Superior Heart Strings

BY JERRY HARPT

It was 10 p.m. and the temperature was 10 degrees zero in February 1982. My wife and I with our three young children were traveling north, from Green Bay, Wis., to our home in Menominee, Mich., which was 60 miles away.

Our little car was less than reliable and it came to an abrupt halt about a mile south of the Candle Glow Supper Club in Abrams, Wis., about 40 miles from home. We tried to flag down the few motorists that passed but they were in no mood to engage in our pain. Our only escape from the evening’s doom was to walk toward the lights of the Candle Glow.

In time we reached the Candle Glow and entered with shivering bodies and flushed faces. We observed one customer at the bar along with the lady proprietor who stood behind the bar staring at us. The place seemed ready to close for the evening. I explained our problem and received her permission to use her phone and call for help.

By this time it was 10:30, and two phone calls for help proved unsuccessful. I knew that the proprietor was watching me and could sense my frustration. I wondered what she was thinking.

Before I could start my third phone call, the proprietor asked me to hang up the phone and said that she had an idea. She then said, "I am willing to let you use my car for a couple days until you get things straightened out."

I looked at her in disbelief. I remember saying something to her like, "For all you know, we could be bank robbers." Her response was more convincing and reassuring than mine. She said, "You look like a pretty nice young family to me."

The lady proprietor then asked the gentleman sitting at the bar to drive her car around to the front door and let it run awhile to warm up. In the meantime she treated us all to a pop. When the car was sufficiently warm, she wished us luck and prepared to close. We thanked her and left.

As we pulled out of the parking lot we could still see our car through the clear night air, parked a mile up the road. We didn’t know, however, that at that very moment, the proprietor of the Candle Glow was arranging to have a towing company tow our car home the next day, free of charge.

We set eyes on that special lady one other time, the following summer, when we brought her a meager box of freshly picked cherries.

We always talk about her, though, when we pass the tender little supper club on the way to and from Green Bay. We usually say something like, "There’s where that nice lady entrusted us with her vehicle for three days when the kids were small."

And we usually wonder aloud if we would do the same.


◆ **Work to complete**
When the line containing "Give me the" appears in the entries below, begin printing there and stop after the line containing "UI element localization: list"; print each of those lines exactly and no other line.
Top of Records to use
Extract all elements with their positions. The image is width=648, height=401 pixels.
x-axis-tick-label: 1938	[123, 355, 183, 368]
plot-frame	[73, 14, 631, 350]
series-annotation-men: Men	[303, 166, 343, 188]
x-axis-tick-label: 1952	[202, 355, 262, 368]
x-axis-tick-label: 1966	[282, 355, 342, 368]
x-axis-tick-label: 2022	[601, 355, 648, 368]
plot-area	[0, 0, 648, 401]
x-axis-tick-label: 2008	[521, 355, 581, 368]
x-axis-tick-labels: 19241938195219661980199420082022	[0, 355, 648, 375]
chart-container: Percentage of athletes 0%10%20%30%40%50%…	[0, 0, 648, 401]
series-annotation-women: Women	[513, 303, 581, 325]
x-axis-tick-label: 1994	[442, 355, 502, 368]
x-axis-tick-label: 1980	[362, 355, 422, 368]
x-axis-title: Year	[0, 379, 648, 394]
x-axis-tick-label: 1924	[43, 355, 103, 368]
Bottom of Records to use
Top of Records to use
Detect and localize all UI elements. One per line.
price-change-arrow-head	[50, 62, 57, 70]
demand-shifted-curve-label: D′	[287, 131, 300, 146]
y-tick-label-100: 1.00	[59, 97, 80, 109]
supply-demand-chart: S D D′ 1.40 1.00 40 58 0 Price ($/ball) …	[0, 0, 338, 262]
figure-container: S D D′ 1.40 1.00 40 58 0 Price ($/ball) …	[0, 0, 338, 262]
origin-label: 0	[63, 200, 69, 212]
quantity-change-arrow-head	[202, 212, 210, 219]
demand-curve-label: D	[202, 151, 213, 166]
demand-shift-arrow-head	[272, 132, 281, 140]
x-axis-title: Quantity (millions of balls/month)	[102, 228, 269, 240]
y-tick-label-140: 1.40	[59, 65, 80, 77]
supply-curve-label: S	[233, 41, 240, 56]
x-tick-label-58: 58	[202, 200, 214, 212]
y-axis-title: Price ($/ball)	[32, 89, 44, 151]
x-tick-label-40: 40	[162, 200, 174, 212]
Bottom of Records to use
Top of Records to use
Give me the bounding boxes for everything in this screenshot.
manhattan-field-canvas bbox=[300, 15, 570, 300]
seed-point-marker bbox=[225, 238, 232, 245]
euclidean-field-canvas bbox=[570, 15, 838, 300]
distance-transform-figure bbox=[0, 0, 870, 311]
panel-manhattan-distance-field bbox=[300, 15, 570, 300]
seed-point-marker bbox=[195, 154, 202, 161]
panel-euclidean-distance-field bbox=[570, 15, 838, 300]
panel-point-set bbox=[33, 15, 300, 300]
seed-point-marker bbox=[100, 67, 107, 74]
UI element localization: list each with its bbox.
Bottom of Records to use
◆ **Answer**
Give me the bounding boxes for everything in this screenshot.
manhattan-field-canvas bbox=[300, 15, 570, 300]
seed-point-marker bbox=[225, 238, 232, 245]
euclidean-field-canvas bbox=[570, 15, 838, 300]
distance-transform-figure bbox=[0, 0, 870, 311]
panel-manhattan-distance-field bbox=[300, 15, 570, 300]
seed-point-marker bbox=[195, 154, 202, 161]
panel-euclidean-distance-field bbox=[570, 15, 838, 300]
panel-point-set bbox=[33, 15, 300, 300]
seed-point-marker bbox=[100, 67, 107, 74]
UI element localization: list each with its bbox.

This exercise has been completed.